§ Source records
==========

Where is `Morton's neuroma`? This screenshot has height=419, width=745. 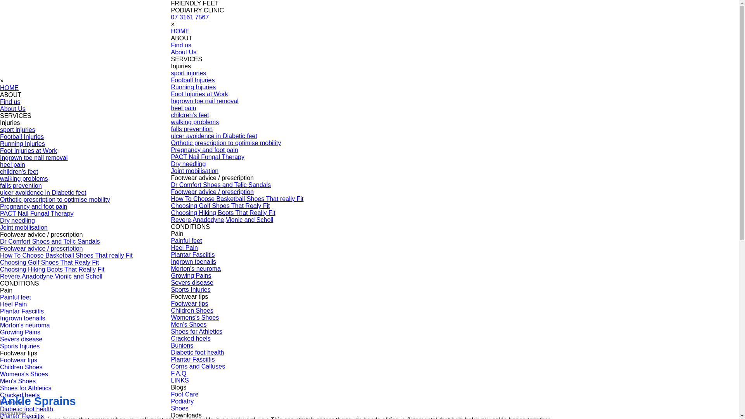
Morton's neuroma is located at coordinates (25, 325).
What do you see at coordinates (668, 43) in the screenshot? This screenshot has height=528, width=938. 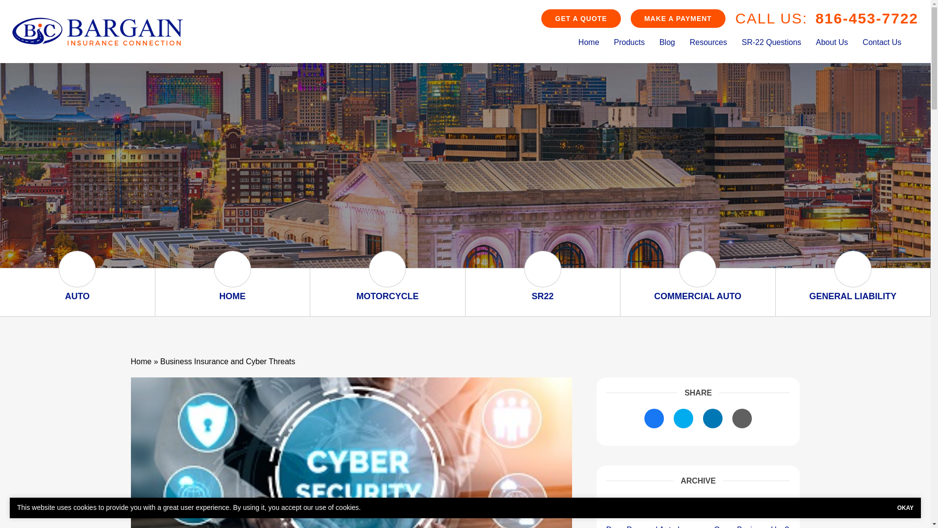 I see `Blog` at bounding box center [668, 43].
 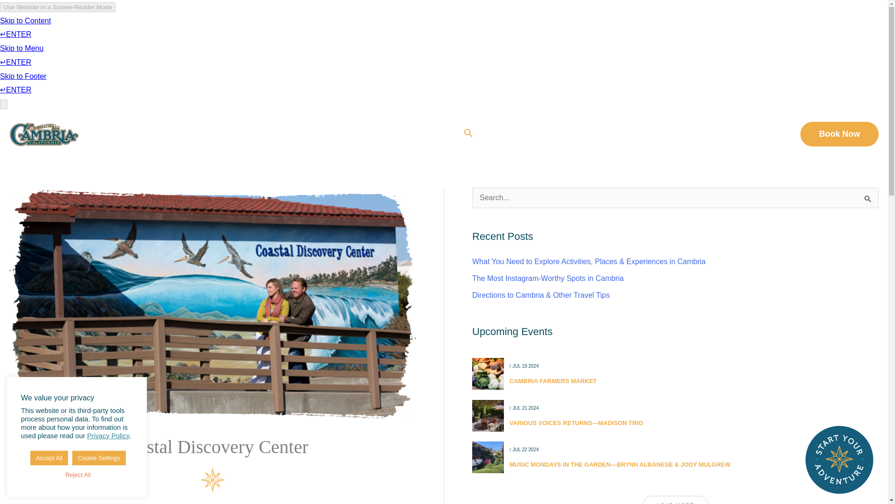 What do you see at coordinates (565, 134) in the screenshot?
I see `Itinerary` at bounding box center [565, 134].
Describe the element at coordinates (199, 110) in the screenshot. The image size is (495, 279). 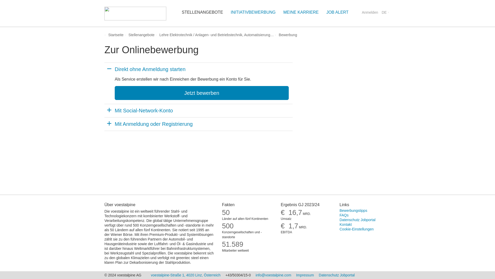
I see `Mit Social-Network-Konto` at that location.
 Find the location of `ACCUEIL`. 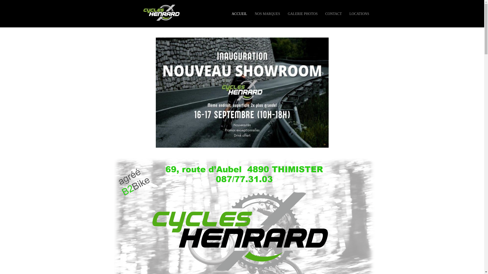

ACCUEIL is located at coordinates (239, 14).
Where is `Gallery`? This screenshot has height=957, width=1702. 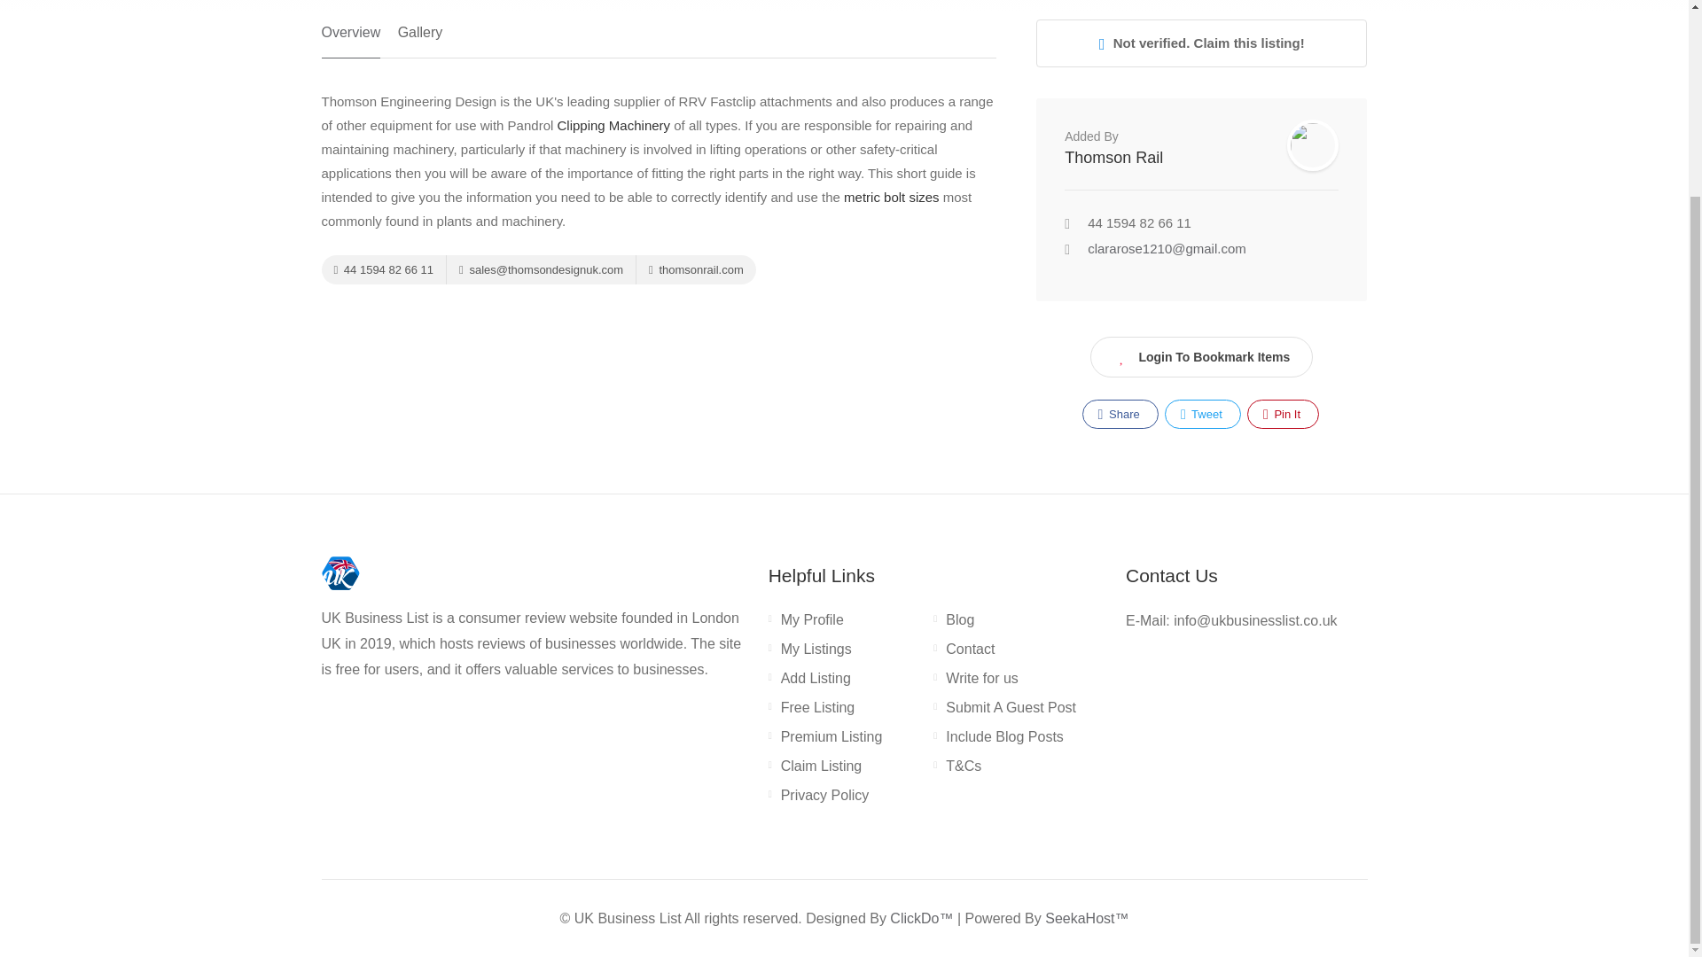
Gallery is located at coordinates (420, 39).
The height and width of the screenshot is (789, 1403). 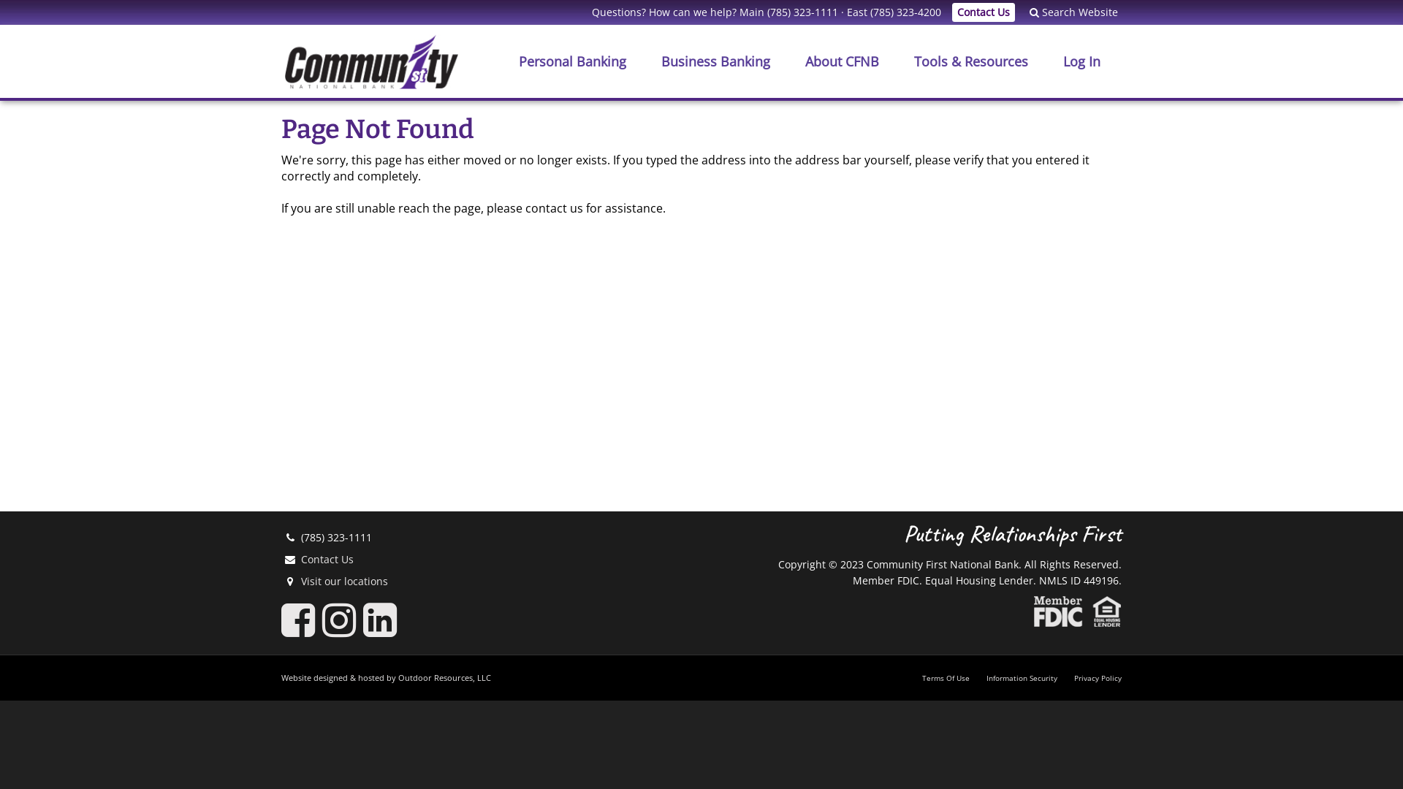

==========

All lines above between the line that contains "Describe the element" and the last line of the entries, both included, must be transcribed exactly. No pictures are to appear.

Describe the element at coordinates (199, 110) in the screenshot. The image size is (495, 279). 
I see `Mit Social-Network-Konto` at that location.
 Find the location of `ACCUEIL`. 

ACCUEIL is located at coordinates (239, 14).
Where is `Gallery`? This screenshot has height=957, width=1702. 
Gallery is located at coordinates (420, 39).
The height and width of the screenshot is (789, 1403). 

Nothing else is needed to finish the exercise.